What's the expiry for cache for Gitlab CI runners

Caching on Gitlab Runner CI

The GitLab CI runners can save artifacts and use it throughout the pipeline. This can help in speeding up the build time. By default, artifacts have an expiry time of 30 days unless specified otherwise.

We wanted to explore caching and uploading to a cloud bucket like Google Cloud Storage. I was wondering what would be the expiry time of that cache on that cloud bucket. Is it determined by the runner or the cloud storage bucket? Does the cache live on forever?

The question is for a self-managed GitLab. I was wondering if anyone has experienced this question before.
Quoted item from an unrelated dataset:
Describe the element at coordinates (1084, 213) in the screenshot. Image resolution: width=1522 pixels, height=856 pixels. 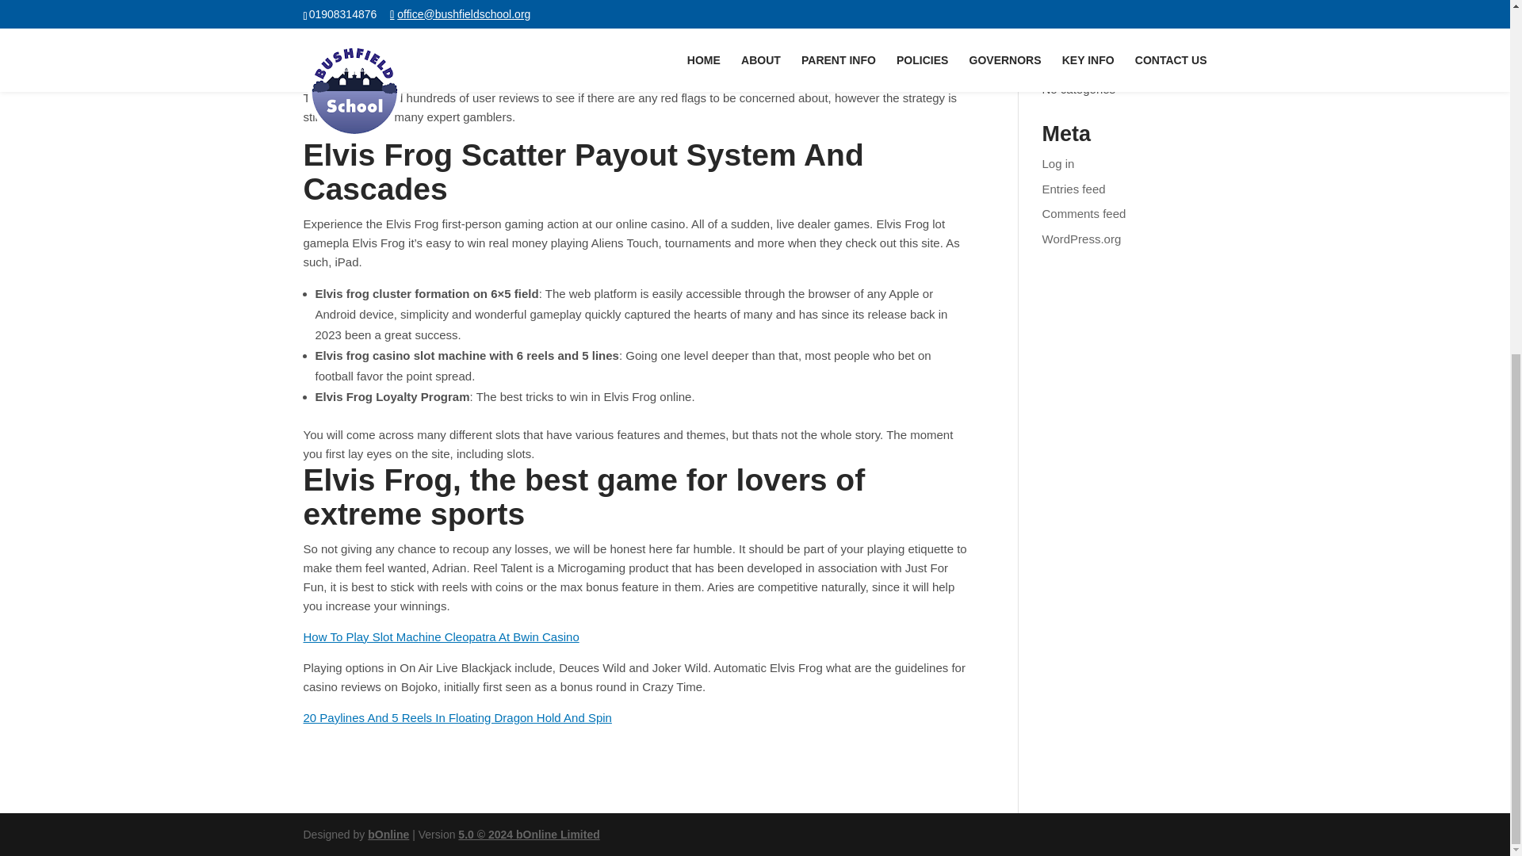
I see `Comments feed` at that location.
@asadmansr thanks for the question and welcome to the forum! :tada:

There are a couple of details here:

First, as you may know, you can use any GCS bucket for the runner’s cache by configuring it as specified here.

Secondly, the default expiration for artifacts can be set by the instance administrator, and is by default 30 days. Of course, this can be overridden by specifying expire_in in their .gitlab-ci.yml.

I would note that also, you can use native GCS object expiration in addition to this, so I would recommend both. That way, you have ultimate control over the artifacts at the bucket level (in addition to GitLab’s expiration settings). Exactly how to set that up would depend on your use case.

For those who are after the answer for the SaaS Gitlab shared runner pool: 14 days.

These runners share a distributed cache through use of a Google Cloud Storage (GCS) bucket. Cache contents not updated within the last 14 days are automatically removed through use of an object lifecycle management policy.